Project Description

After a visit by Wanda Hernandez and Elizabeth Owens of VOCAL-NY to the PIMA 7020G: Artistic Process and Contemporary Community course, the members of the RELEASE THE GROUP group - Adrian D. Cameron, Alberto Bursztyn, and Max Frazier - were eager to collaborate in some way with the organization.

A meeting was arranged and various key agendas of the organization were discussed, but the issue around Safe Consumption Spaces (SCS - aka Safer Injection Sites) stood out. The group had been lobbying the mayor's office to make public a report on the spaces which had been commissioned by the City Council in 2016 and, having been completed, remained unreleased. It is VOCAL-NY's view, based on similar studies and the success of international sites, that SCS strongly reduce overdose deaths and that the communities impacted in New York would greatly benefit from their instantiation. It is widely regarded, however, as a risky political position to take and so they have made it their priority to pressure the mayor to take a positive stand on this life-saving issue.

A week prior to the meeting, a protest on the steps of city had been held in which they blocked the entrance to the building, forcing the mayor to use a side entrance. Another rally was planned for that week. Our group was there, documenting the speeches and protests. Between that event and another protest two weeks later, the group produced a short video supporting the agenda, which was widely shared.

A final civil disobedience action, in which traffic near City Hall was blocked and several volunteers were arrested, saw the members of the group present, along with most of the members of the 7020 class. One day after this event, Mayor Bill de Blasio, on the recommendations of the report, announced his support of the plan. The group members and VOCAL-NY were tremendously pleased with this result. A final presentation was made to the 7020 class at the end of the project.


What is required:
Produce exactly the lines from the one holding "This screenshot has" through the last line of the data below, with every picture left out.

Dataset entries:

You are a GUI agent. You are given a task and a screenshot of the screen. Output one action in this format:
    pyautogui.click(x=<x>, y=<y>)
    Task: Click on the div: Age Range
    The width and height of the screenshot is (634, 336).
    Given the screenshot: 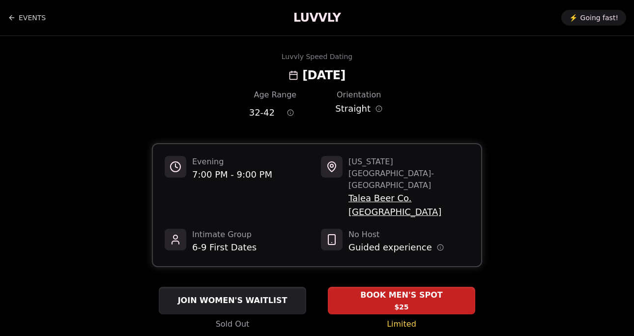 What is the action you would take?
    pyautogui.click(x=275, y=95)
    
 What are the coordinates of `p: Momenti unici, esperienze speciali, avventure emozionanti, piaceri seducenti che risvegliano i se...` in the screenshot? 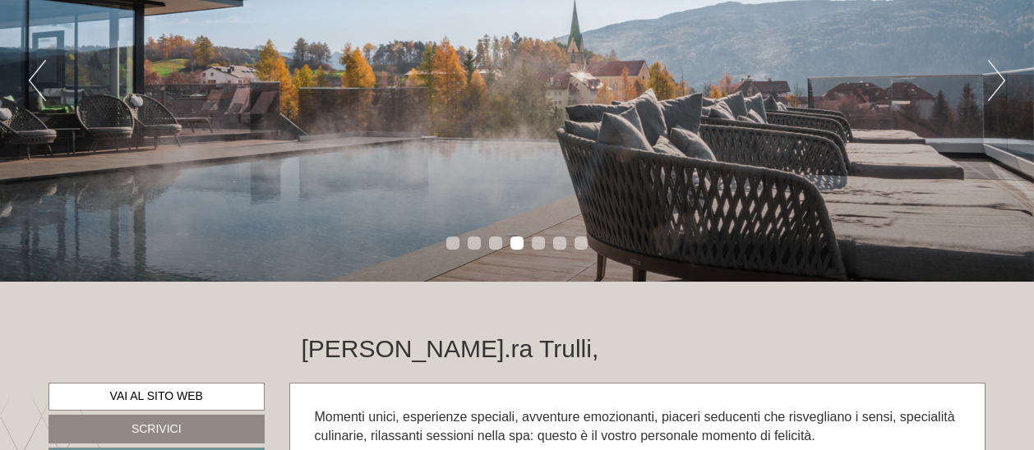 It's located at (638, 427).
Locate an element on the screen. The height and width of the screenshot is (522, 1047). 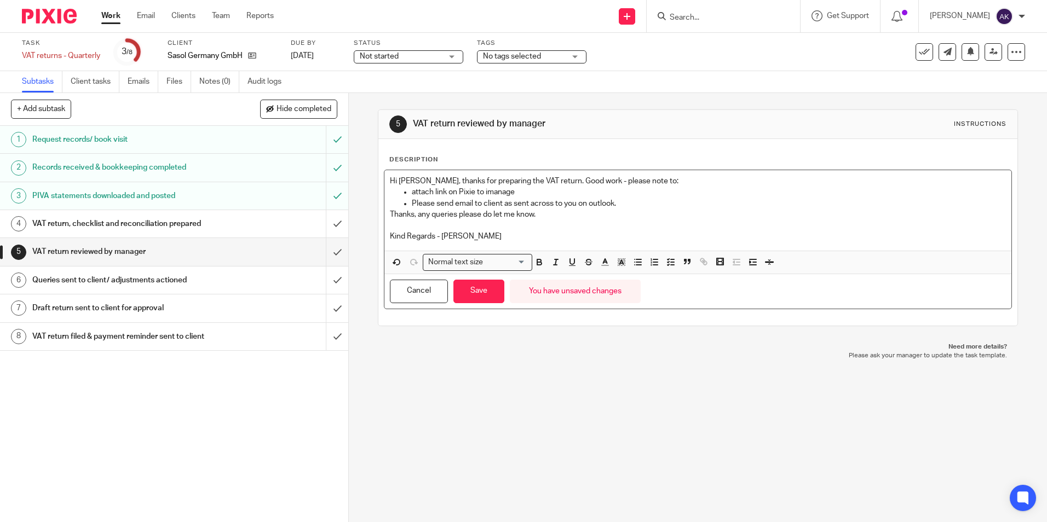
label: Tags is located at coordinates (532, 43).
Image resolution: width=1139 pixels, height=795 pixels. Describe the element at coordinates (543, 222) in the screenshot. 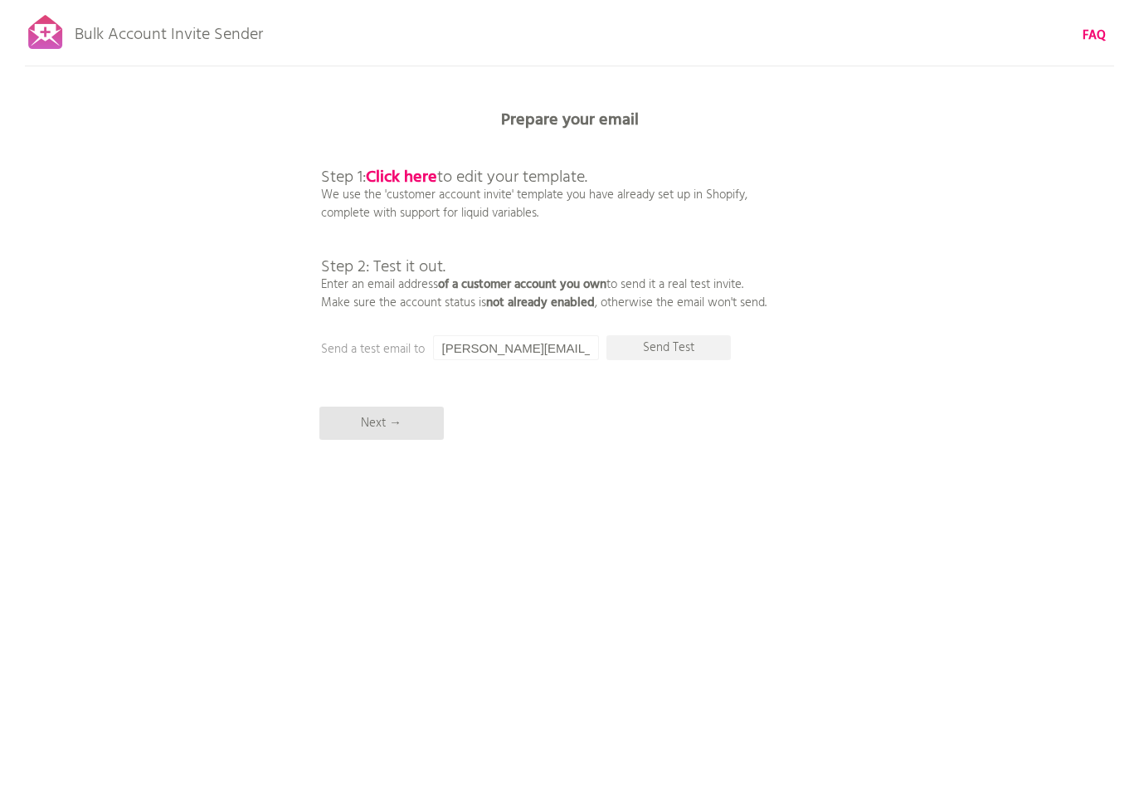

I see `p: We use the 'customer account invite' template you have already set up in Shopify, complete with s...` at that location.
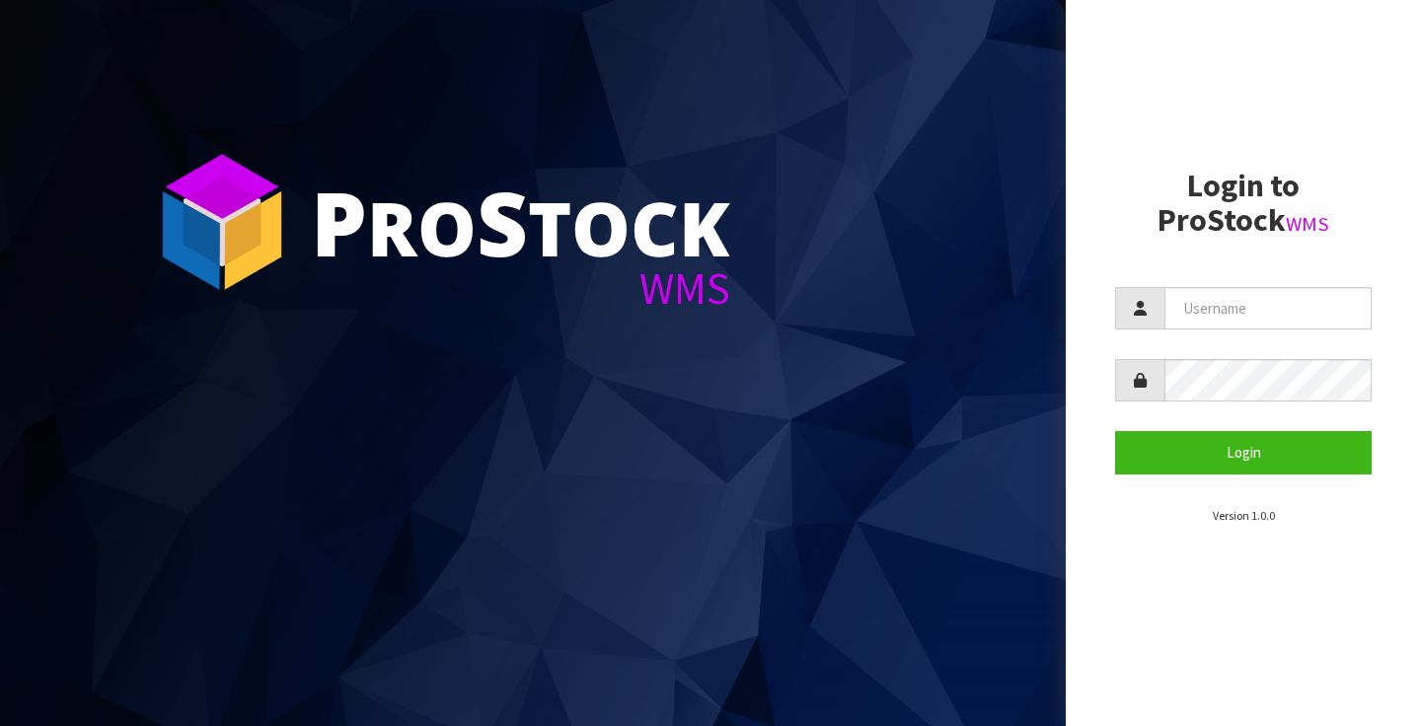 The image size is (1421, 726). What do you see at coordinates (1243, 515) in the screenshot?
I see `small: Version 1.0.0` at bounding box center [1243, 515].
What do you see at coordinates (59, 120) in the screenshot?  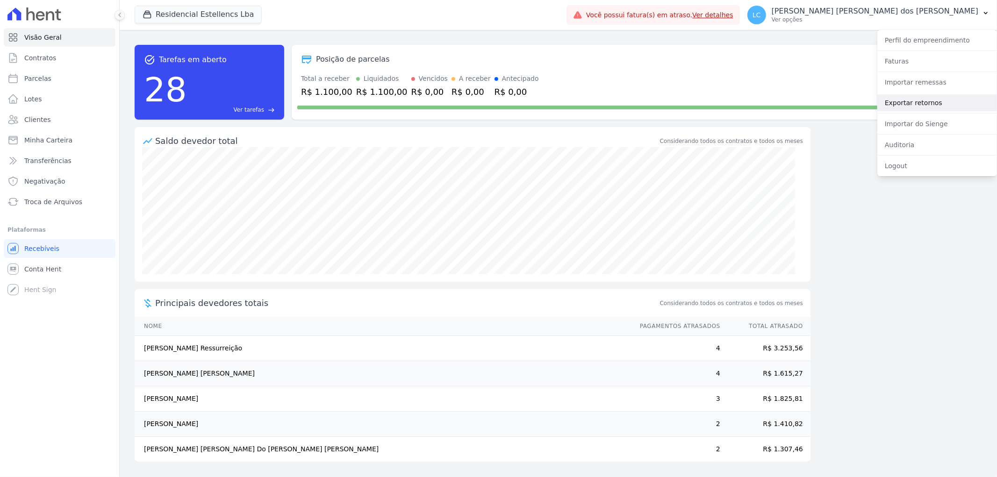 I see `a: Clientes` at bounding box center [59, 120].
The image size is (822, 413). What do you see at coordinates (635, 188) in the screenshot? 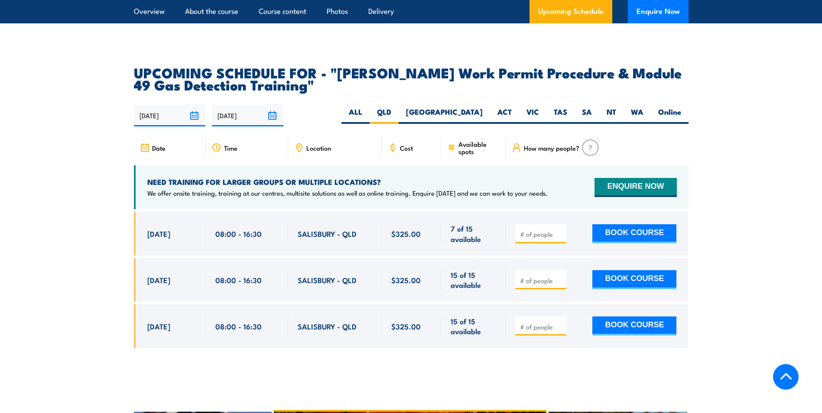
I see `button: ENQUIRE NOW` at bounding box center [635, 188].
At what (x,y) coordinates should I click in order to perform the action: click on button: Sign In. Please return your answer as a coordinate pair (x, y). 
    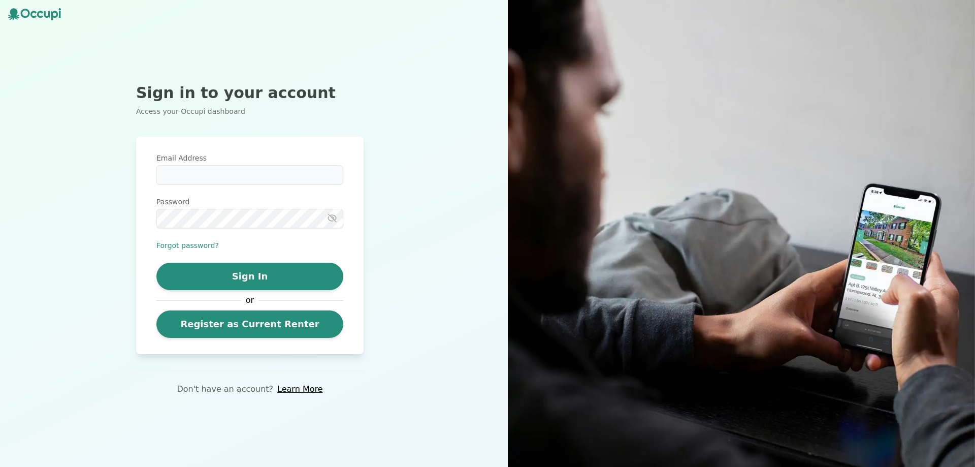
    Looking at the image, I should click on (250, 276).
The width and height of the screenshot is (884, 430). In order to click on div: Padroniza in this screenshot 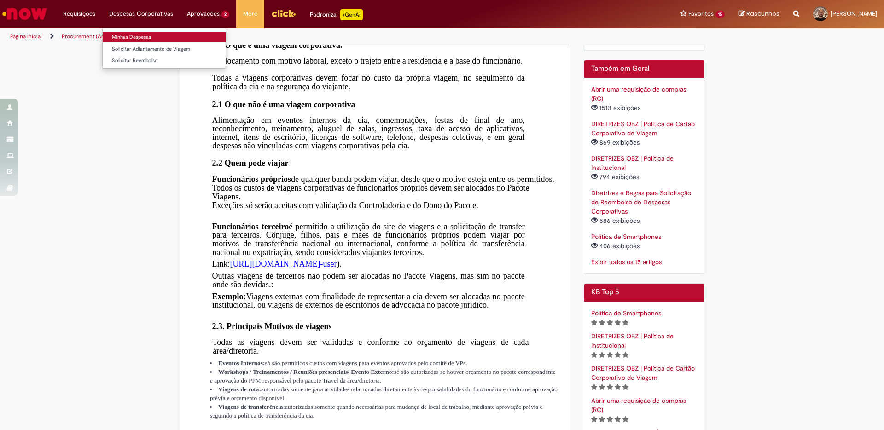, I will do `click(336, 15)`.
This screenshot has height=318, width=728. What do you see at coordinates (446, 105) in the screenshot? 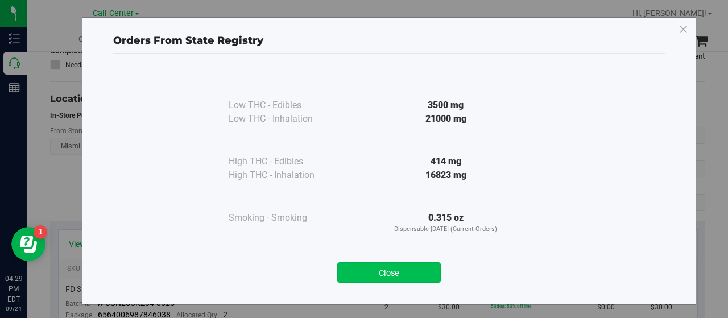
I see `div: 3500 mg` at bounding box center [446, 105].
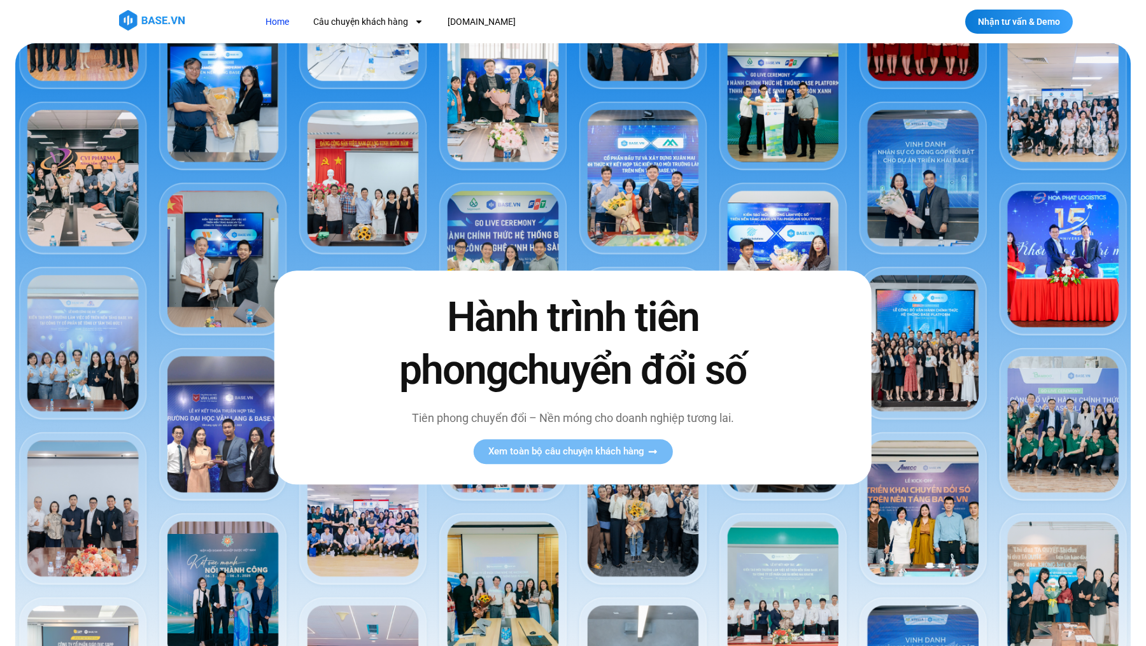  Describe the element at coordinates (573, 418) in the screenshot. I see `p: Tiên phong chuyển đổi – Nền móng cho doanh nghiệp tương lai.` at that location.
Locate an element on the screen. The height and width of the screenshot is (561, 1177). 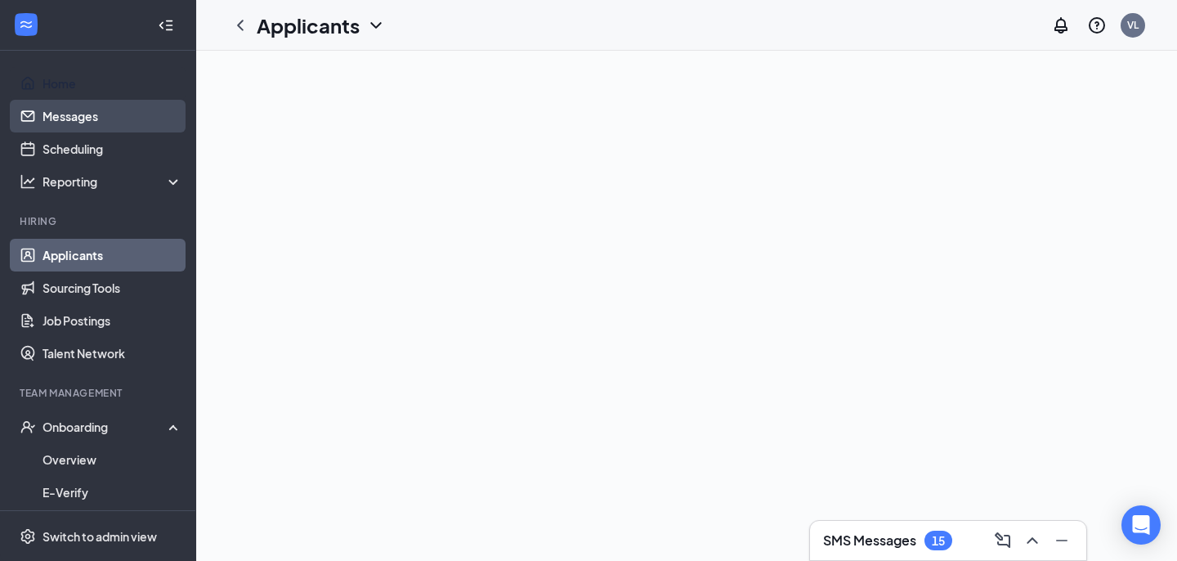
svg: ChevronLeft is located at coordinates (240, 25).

Response below:
This screenshot has height=318, width=728. What do you see at coordinates (446, 105) in the screenshot? 
I see `div: 3500 mg` at bounding box center [446, 105].
  Describe the element at coordinates (573, 418) in the screenshot. I see `p: Tiên phong chuyển đổi – Nền móng cho doanh nghiệp tương lai.` at that location.
Locate an element on the screen. The height and width of the screenshot is (561, 1177). 
svg: ChevronLeft is located at coordinates (240, 25).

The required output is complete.